DR. BARBER / DR. MORITZ

Stephanie Barber

Baltimore, MD
thaconnexion@gmail.com
www.stephaniebarber.com

A LECTURE ON JOAN JONAS
DR. BARBER / DR. MORITZ

We were originally asked by the Baltimore Museum of Art to create a performance as a response to Joan Jonas’ video piece “Good Morning/Good Night”—a series of two videos in which Jonas says “good morning” followed by “good night” directly to her camera. She shot the first of her videos in 1976 and the second in 2006.

Dr. Barber and Dr. Moritz are monikers used to create a commanding presence in our performance, in order to confront and skewer the seeming authority and finality with which scholars address work such as this. We tackled this challenge by offering “slides,” which were actually pieces of choreography we executed, fragments of sound collage, and songs.

Additionally, we established an alternative physical reality in which we argued that Jonas broke the space-time continuum with her two pieces. We also cast obscurity on the authorship of the piece by arguing that it could be considered a collaboration with her dog, who appears often in the second piece.

Through our deconstruction of the artistic lecture, we emerged with a performance piece that at times reflected and quoted the types of performance pieces for which Jonas is known.

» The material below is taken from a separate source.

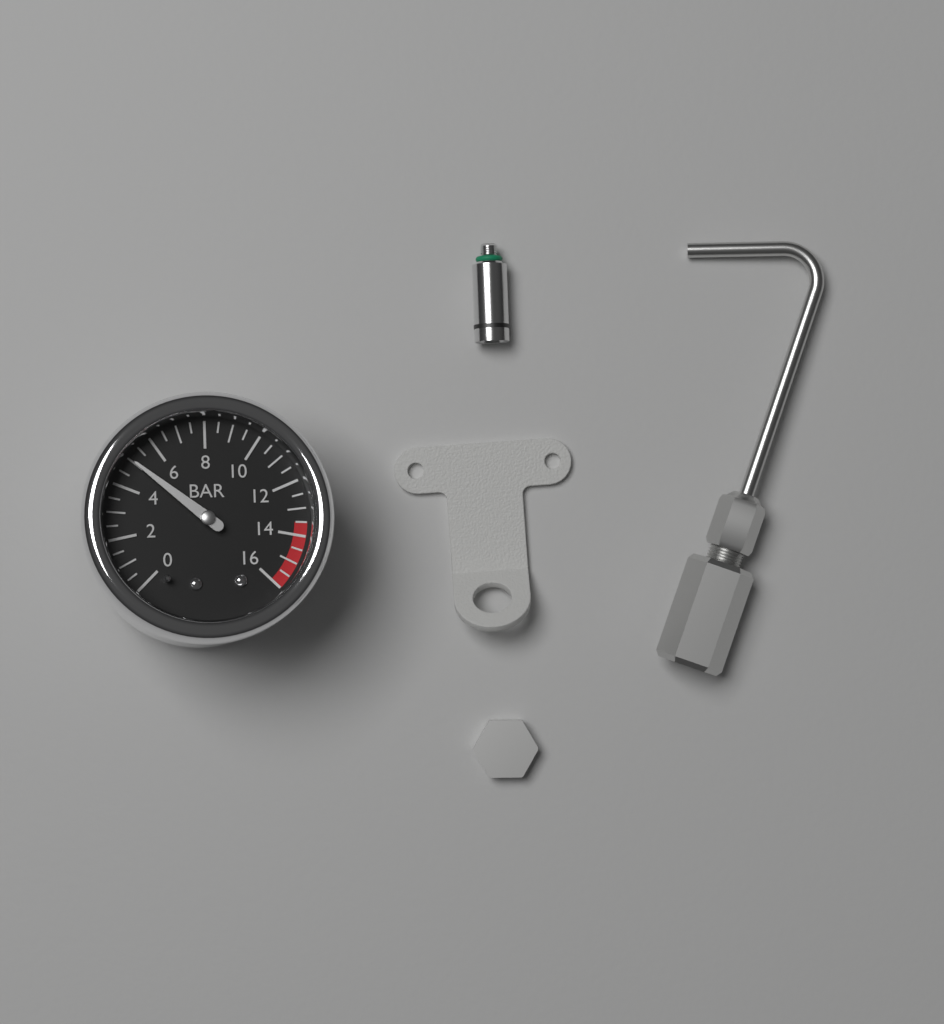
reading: 5.0 bar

As the deconstruction reached a sufficient pitch, the academic style of the language itself subverted the conceit of the lecture. While the language describing the project became increasingly technical, its arc became concurrently psychedelic. In its finality, the technical language, while never at any point illogical or absurd, became something that was beyond academic and informative. It reflected a style more closely associated with abstract playwrights like Caryl Churchill or Sybil Kempson. We concluded our “lecture” with a question-and-answer session with the audience, including special guests Albert Einstein and Paul Robeson. This provided clarity for those with genuine questions about the piece, while in part obscuring the performance’s ending.